The death toll is expected to keep rising. Military vehicles carrying armed soldiers were seen trundling through the streets around the Westgate mall throughout the day on Sunday, and helicopters flew overhead.

Kenya was also reportedly receiving help from counter-terrorism advisers from Israel, the United States and Britain.

Most of the victims at the mall were Kenyans, but among the dead were two Canadians and a number of other nationalities, including citizens of France, Britain, India, China and South Africa, and renowned Ghanaian poet Kofi Awoonor. Two other Canadians and a permanent resident of Canada were injured.

Squads of gunmen stormed the upmarket Westgate mall at lunchtime on Saturday, terrorizing shoppers by spraying automatic fire and throwing grenades. Survivors said the gunmen asked some shoppers if they were Muslim – if they could prove it, they were let free; if not, they were shot. Kenyan police and military went from store to store, freeing people hiding from the attackers and getting help for the injured.

In all, said Kenyan President Uhuru Kenyatta, more than 1,000 people were rescued.

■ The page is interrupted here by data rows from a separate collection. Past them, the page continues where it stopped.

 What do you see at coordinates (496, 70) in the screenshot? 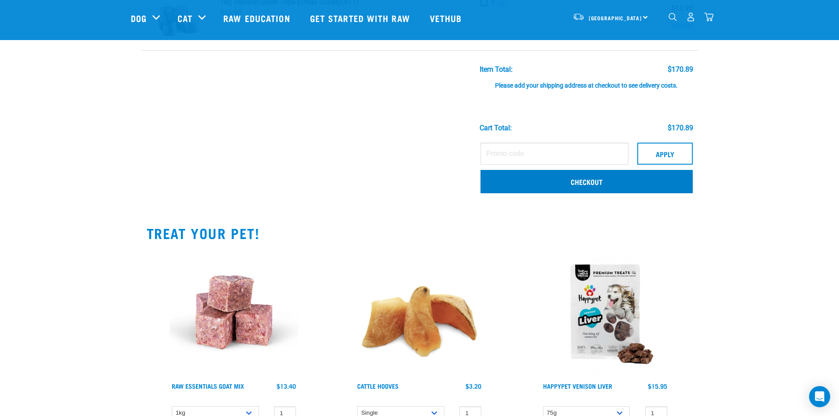
I see `div: Item Total:` at bounding box center [496, 70].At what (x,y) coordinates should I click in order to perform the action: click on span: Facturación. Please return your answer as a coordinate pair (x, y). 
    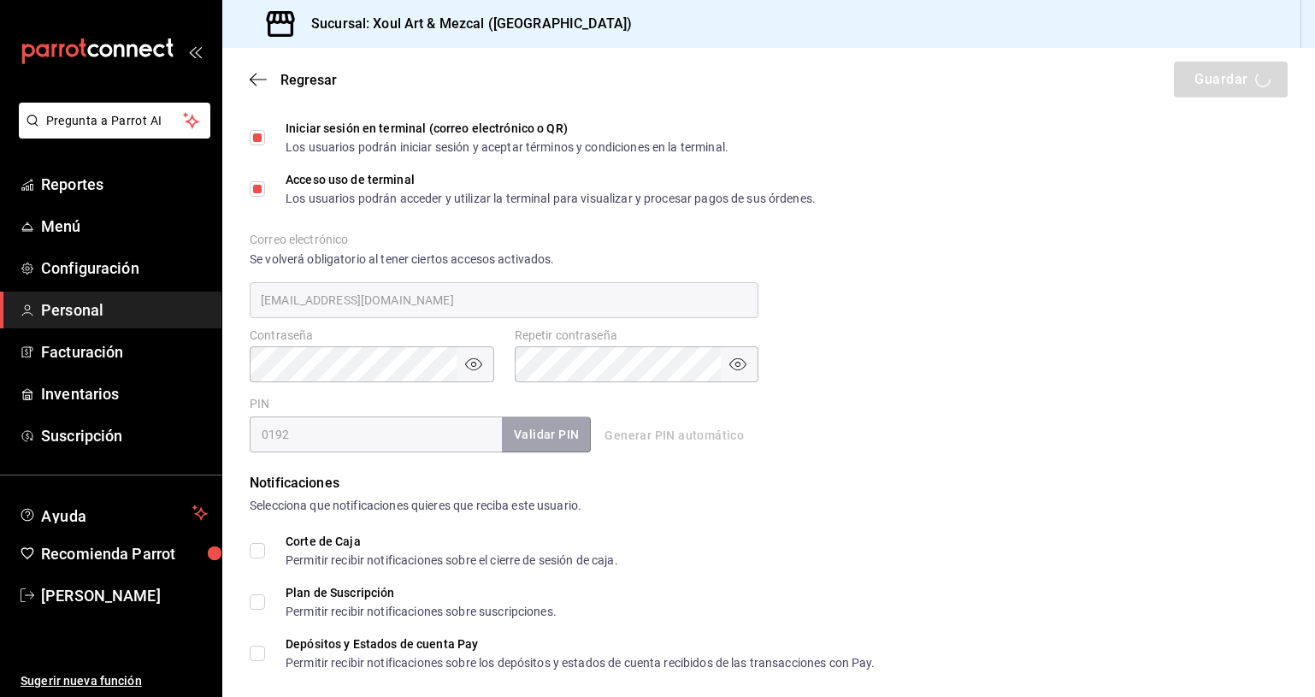
    Looking at the image, I should click on (124, 351).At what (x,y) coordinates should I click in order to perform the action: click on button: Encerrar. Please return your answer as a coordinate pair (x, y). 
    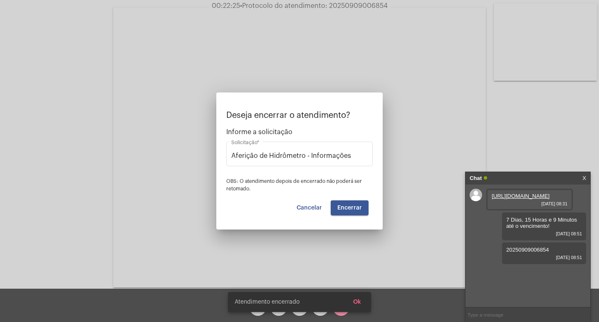
    Looking at the image, I should click on (350, 208).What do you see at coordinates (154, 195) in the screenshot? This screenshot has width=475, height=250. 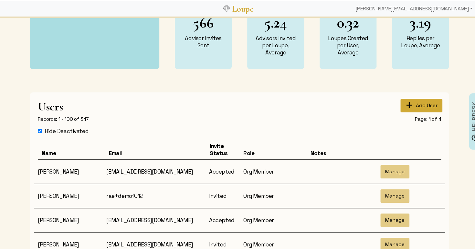 I see `div: rae+demo1012` at bounding box center [154, 195].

Somalia's most powerful militant group, al-Shabaab, claimed responsibility for the attack, saying it was revenge for Kenya's invasion of southern Somalia in 2011. Some of the attackers reportedly shouted that Kenya had killed Somalis and now it was time for payback.

Analysts said the attack was a sign of weakness by al-Shabaab, which has been pushed out of the major Somali cities of Mogadishu and Kismayo in the past two years. But it was also represented a shift in strategy, with al-Shabaab now moving towards guerrilla and terrorist tactics after losing its direct clashes with a coalition of African troops in Mogadishu.

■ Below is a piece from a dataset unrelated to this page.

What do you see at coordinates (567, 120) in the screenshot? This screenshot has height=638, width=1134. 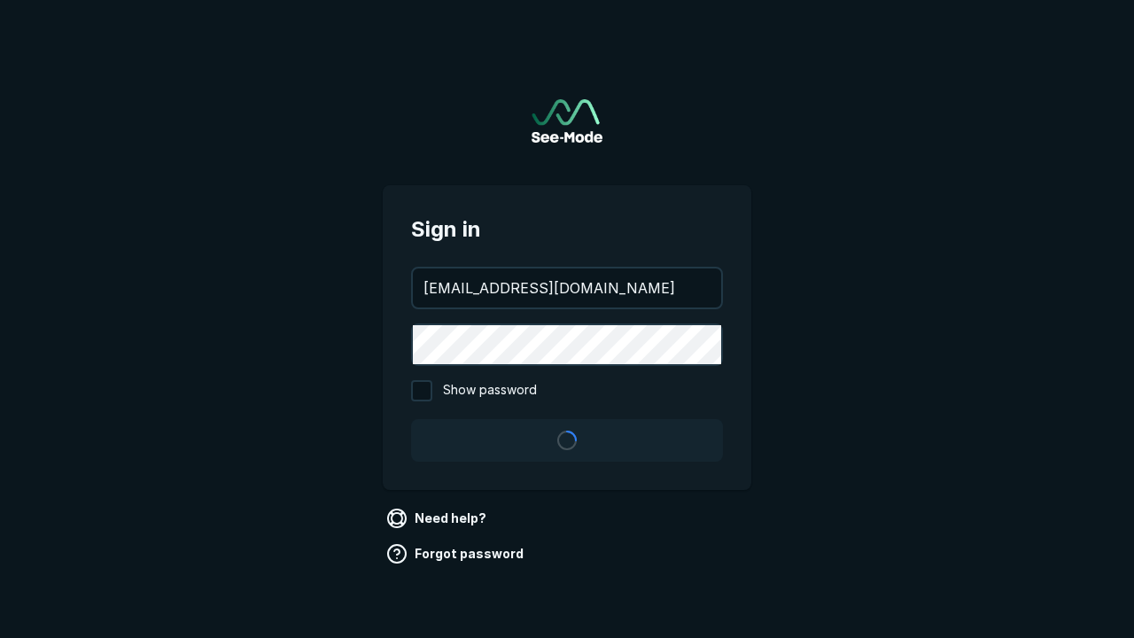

Mr. Kenyatta said in an address to Kenya that his nephew and his fiancée were among the dead. "These are young, lovely people I personally knew and loved," Mr. Kenyatta said. "I assure Kenyans that we have as good a chance to successfully neutralize the terrorists as we can hope for," he said.

But a military spokesman for al-Shabaab said the group had nothing to fear. "Where will Uhuru Kenyatta get the power with which he threatened us?" said Sheikh Abdiasis Abu Musab.

As the standoff entered its third day Monday, Kenya's military announced it had gained control of most of the luxury mall and rescued most of the hostages, but it also confirmed that some people – as many as 10, according to one army spokesman – were still in the hands of the estimated 10 to 15 heavily armed attackers.

Mr. Valli said he was working at his office while his wife and son had gone to the mall for lunch on Saturday at 11 a.m., shortly before the assault began. The attackers threw grenades, opened fire on dozens of shoppers and took hostages at a large supermarket in the mall. The last that he heard from his wife was a text message at 6 p.m. on Saturday. "We are safe," it said. Since then, he has heard nothing.

There had been warnings for more than a year that the Somali militant group was planning an attack on a high-profile target in Nairobi, possibly a luxury hotel. The Westgate mall, which attracts about 10,000 shoppers on weekends, had posted security guards at its entrances, but the attackers were quick to shoot the guards or sweep past them.

Don Juma, a 27-year-old Kenyan taxi driver who was inside the mall when the attack began, said the gunmen were highly organized and seemed to be running deliberately toward the most crowded parts of the shopping mall. They wore black masks and military-style uniforms and began shooting at people in the mall immediately, he said.

He saw more than 10 attackers jumping out of three cars at the entrance, carrying automatic rifles and grenades, with ammunition belts around their waists.

"They were well-trained – they knew what they were doing. They just started shooting, without saying anything. They were shooting anyone. It was terrible, very terrible. I've never gone through such a thing in my life. It was like a movie."

He saw many people shot, including a man who was shot in the neck. "He died on the spot," Mr. Juma said. Mr. Juma hid on the floor behind a pillar, and then managed to escape from the mall. "I was lucky."